I entered following SQLAlchemy URI in the web interface of the superset: sqlite:///Users/me/Documents/cancellation/item/eventlog.db
and got following error:
ERROR: {"error": "Connection failed!\n\nThe error message returned
was:\n'NoneType' object has no attribute
'get_password_masked_url_from_uri'"}
I do not understand why there should be a password, if in the documentation there are not passwords specified:
http://docs.sqlalchemy.org/en/rel_1_0/core/engines.html#sqlite
Code:
sqlite_file = 'eventlog.db' # the DB file
conn = sqlite3.connect(sqlite_file)
eventlog.to_sql('eventlog', conn, if_exists='replace', index=False)
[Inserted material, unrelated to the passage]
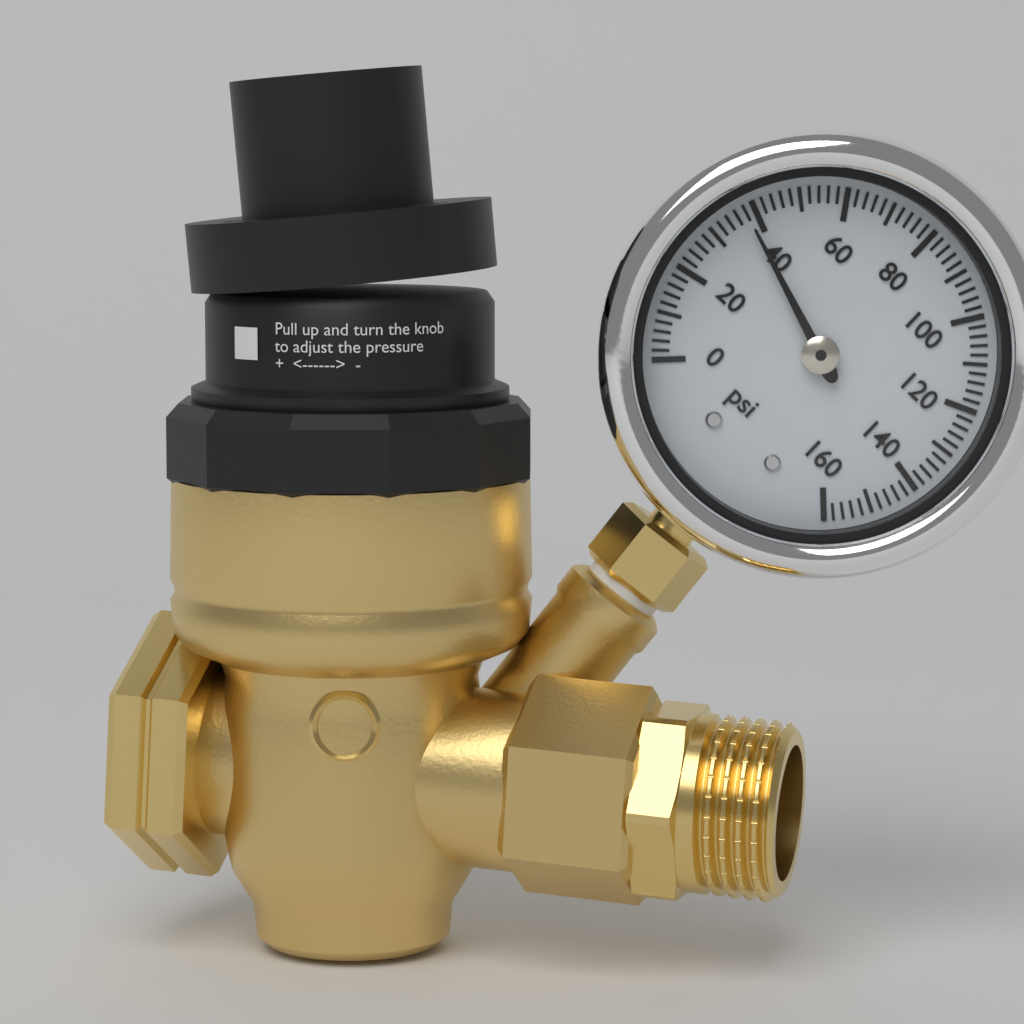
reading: 38 psi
from sqlalchemy import create_engine
>engine = create_engine('sqlite:////Users/me/Documents/cancellation/item/eventlog.db)
This issue drove me crazy for the last few days. I eventually found that you actually have to save the database config and then return to the page for the "Test Connection" to actually succeed. Attempts to use the "Test Connection" button prior to hitting Save produce the error message that you listed.